STATEN ISLAND — District Attorney Michael McMahon took portraits of his predecessors off his office walls because he didn't want to look at the men who held the job before him, the New York Post reported.

McMahon reportedly took down the portraits of all previous district attorneys for the past century during a renovation of his St. George offices, but has yet to put them back up three months after the work was done, the Post reported.

A spokesman for Donovan said the claims he took down the pictures to avoid most recent DA Dan Donovan's stare were "absurd."

Donovan served as Staten Island's top prosecutor from 2009 to 2015. He left his post after he was elected to Congress.

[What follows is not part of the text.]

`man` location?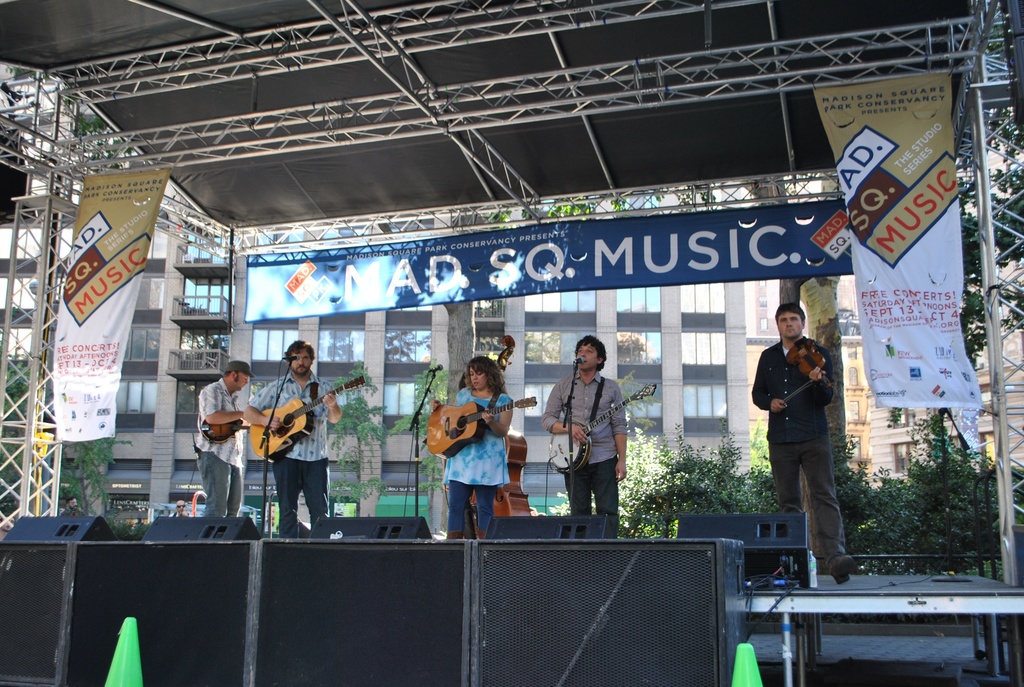
[x1=540, y1=333, x2=620, y2=516]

As part of the remodeling process, McMahon also paid $50,000 to replace carpet and buy new furniture for his office and $67,000 on a new GMC Yukon SUV — which McMahon's office blamed on Donovan leaving them with old, broken SUV and a carpet full of mold from an air conditioner left on for months.

On Wednesday, McMahon's office announced he had promoted two new bureau chiefs and hired new four staff members, including the wife of Borough President James Oddo.

Kim Peterson, who served as an assistant district attorney for eight years and later as the principal court attorney to Queens County Supreme Court Judge James P. Griffin, will join McMahon's office at the end of the month to serve as the chief of the Criminal Court Bureau, McMahon announced.

Aside from Peterson, McMahon announced that longtime prosecutor Mark Palladino was promoted to Chief of the Trials Bureau and David Frey, who's worked in the office for more than 18 years, was named the Investigations Bureau Chief.

McMahon also announced the hiring of three new ADAs. Lisa Davis, who worked as an ADA in the Bronx for 16 years, Gregg Brown, a prosecutor in Essex County in New Jersey for eight years, and Vasil Trajcevski, who worked in the Bronx District Attorney's office.

"I have made it a priority to recruit and promote the best legal talent Staten Island has to offer," McMahon said in a statement.

"With the addition of these new assistant district attorneys, the borough will have more prosecutors who have a stake in our mission and who are dedicated to making the Island a safer place for us all."